August 06, 2008 10:48 pm
—
... gasoline prices, as have many other writers here and elsewhere, but let’s face it: It’s a big deal, maybe bigger than a lot of folks think.
The leaps and bounds in dollar amounts that have adorned gas station signs for months (years?) now have changed the way we think about driving, that’s for sure. But it has done something else, too.
It has finally caused that great well-oiled machine known as the American shopper, the consumer if you will, to finally go gun shy. That greasy feeling in their guts, an alarm clock for the old fight-or-flight response, has reared its ugly self. Fear is here.

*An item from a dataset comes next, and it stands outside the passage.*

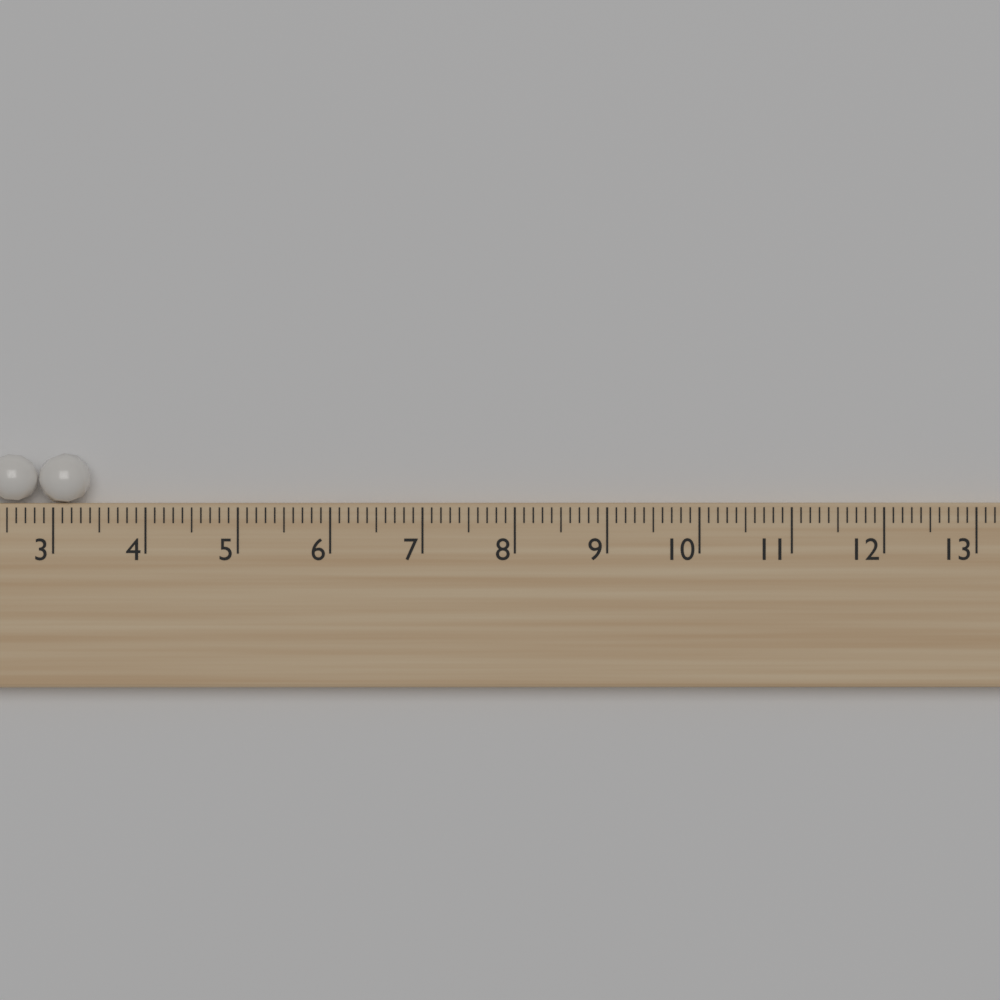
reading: 3.4 (no unit)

The consumer has carried the mail for this country’s economy for some time, no matter what the wheelers and dealers and backroom speculators have thrown at them.

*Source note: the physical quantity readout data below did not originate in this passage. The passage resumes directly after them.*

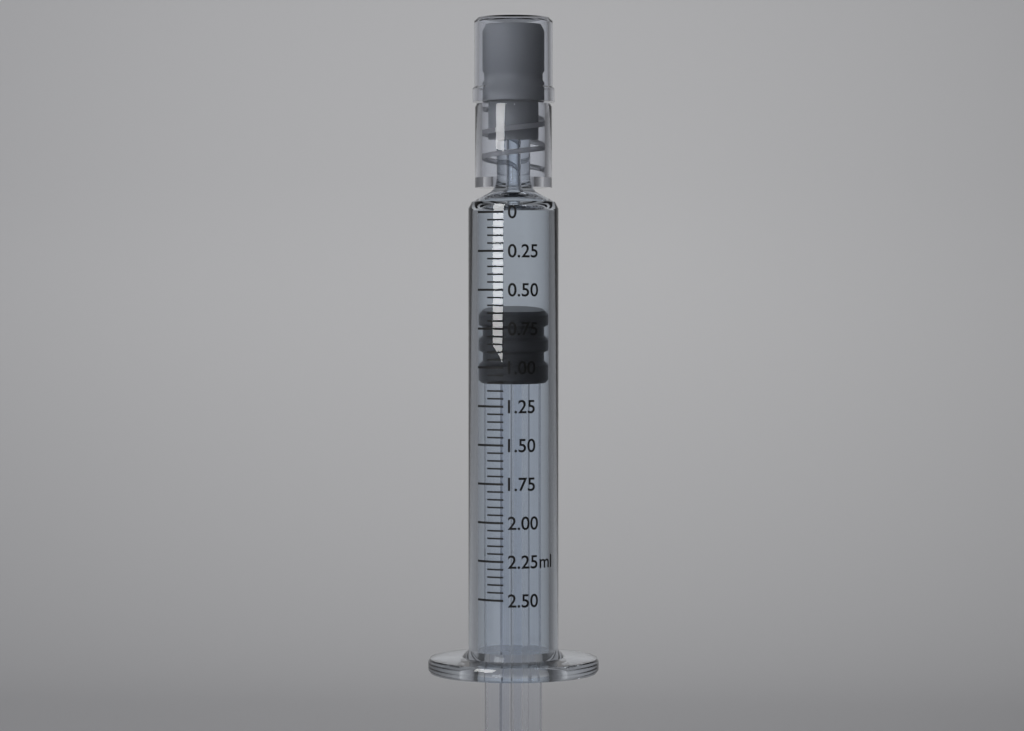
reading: 0.65 ml
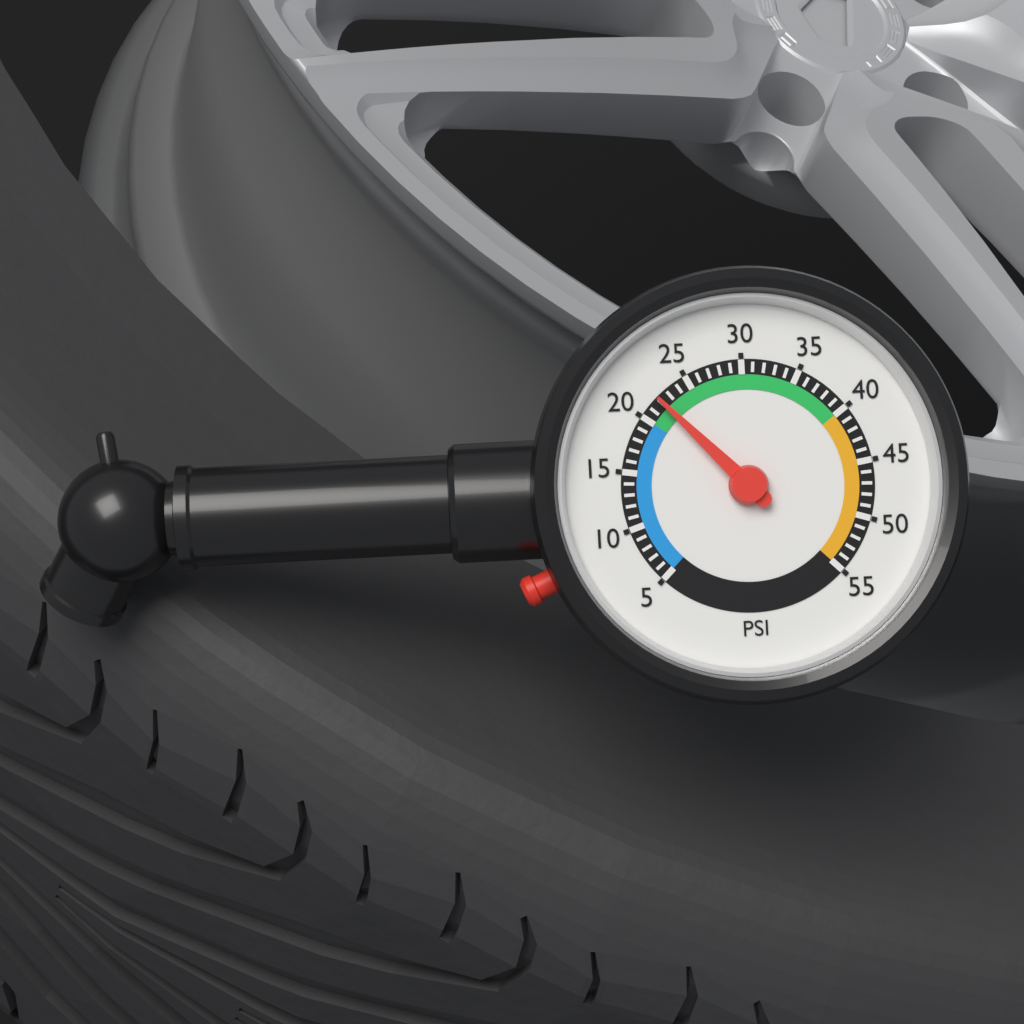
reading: 22 psi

But when speculators in the market place met a very real increase in demand for gasoline, it jump-started this yo-yo pricing and huge daily leaps in pump prices.
And, finally, we’ve hit the bump in the buyer’s road. The bump: Higher prices in stores and fear of just about everything to do with money.

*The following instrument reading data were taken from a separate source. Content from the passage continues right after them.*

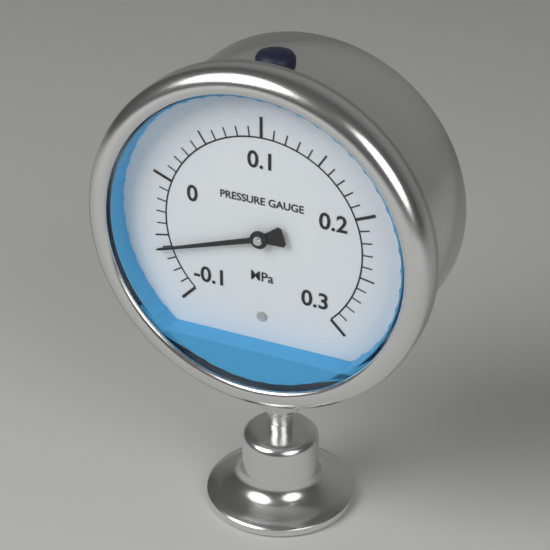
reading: -0.06 MPa
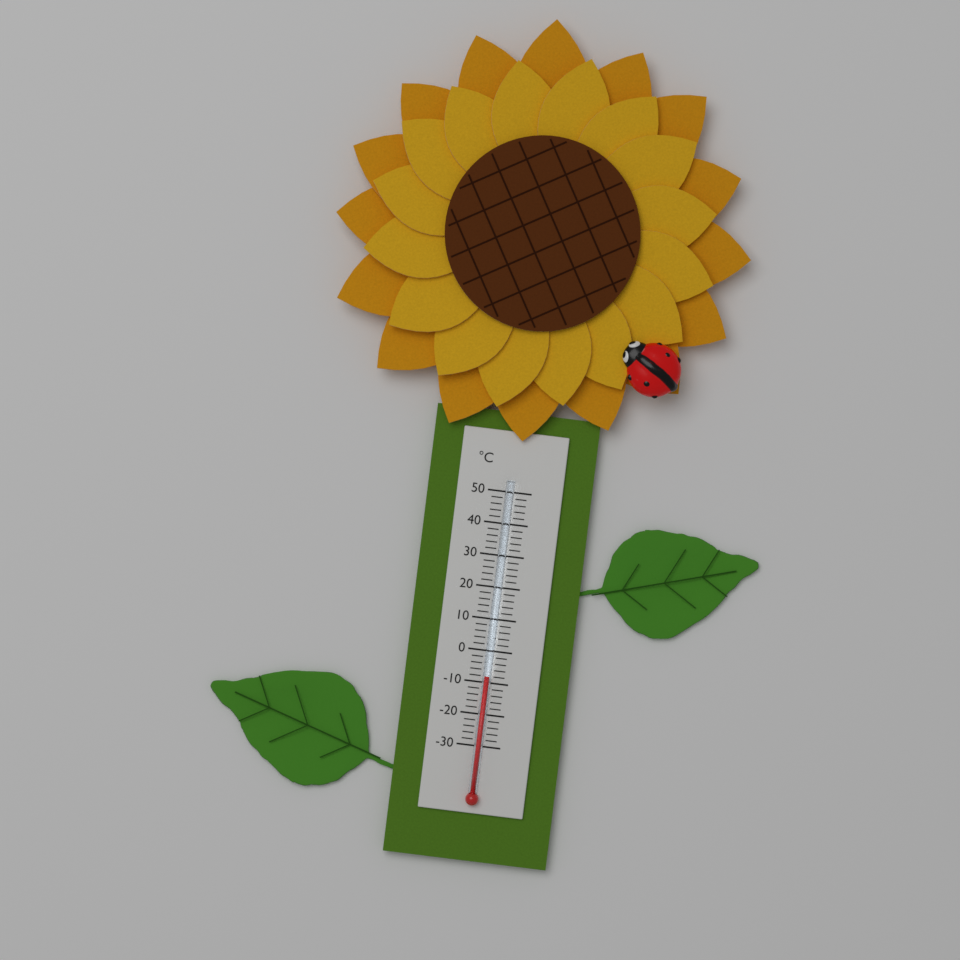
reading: -8 °C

Hey, let’s give credit where it’s due. The American shopper has always responded with the wallet when asked. Right after the attacks in New York and Washington, our president — for the first but not last time — requested this: Go shopping. Spend money. Or else the terrorists win.
And we did. We shopped. We bought houses we couldn’t afford. We went to plays in New York. We added another car to the driveway. And we had big Christmases and holidays.
We tried to deny this steamroller that we were watching. And we showed those terrorists we couldn’t be pushed around ... not us, boy.
But that was then and this is now. This new “oil” crisis has a different sting to it. Along with higher costs on everything energy-related, Americans have been hit with cost increases on food, drugs, services, travel, and goods of all kinds.
Siphoning of fuel tanks is back in vogue. Driveaways at service stations have led to the pay-before-you-fuel signs on all the pumps, not just those out on the highways.
At the same time, the good old American consumers have watched as their 401(k)s took hit after hit and dropped thousands of dollars. Retirements have been put on hold.
They have watched as friends and families went without increases in paychecks or, worse, lost hours ... or worst, lost jobs.
Gasoline prices have dropped somewhat, but we’ve seen that before. The next gust of wind in the Gulf will drive them up. The next bag of wind in the “oil bidness” boardroom will really drive them up.
It’s a world’s game we play now. It’s a West vs. the Rest reality with the Rest holding all the cards ... or oil wells, if you so please.
All the cries for offshore drilling won’t be the answer, either. That’s a Band-Aid on a bazooka hole. The oil companies will gladly drill away, but I’ll bet you anything they won’t agree to sell that oil only to America. Oil off America’s coasts will be just part of business, heading everywhere to the highest bidder.
There are other forms of energy, energy that doesn’t belong to others, energy that doesn’t make us slaves to the whims of others.
That’s where we should focus our attack. Things that are new, things that will work, and things that will keep us independent from those blessed with the most remnants of dead dinosaurs.
GM supposedly has had in the works (for years) an all-electric car (with an on-board generator) that will go forever without a charge. Maybe now would be the time to move into hurry-up mode and putt-putt that baby out.
New ideas like that are what is needed, not more of the same old stuff that, in the long run, leaves us in a very familiar and quite unpleasant rut.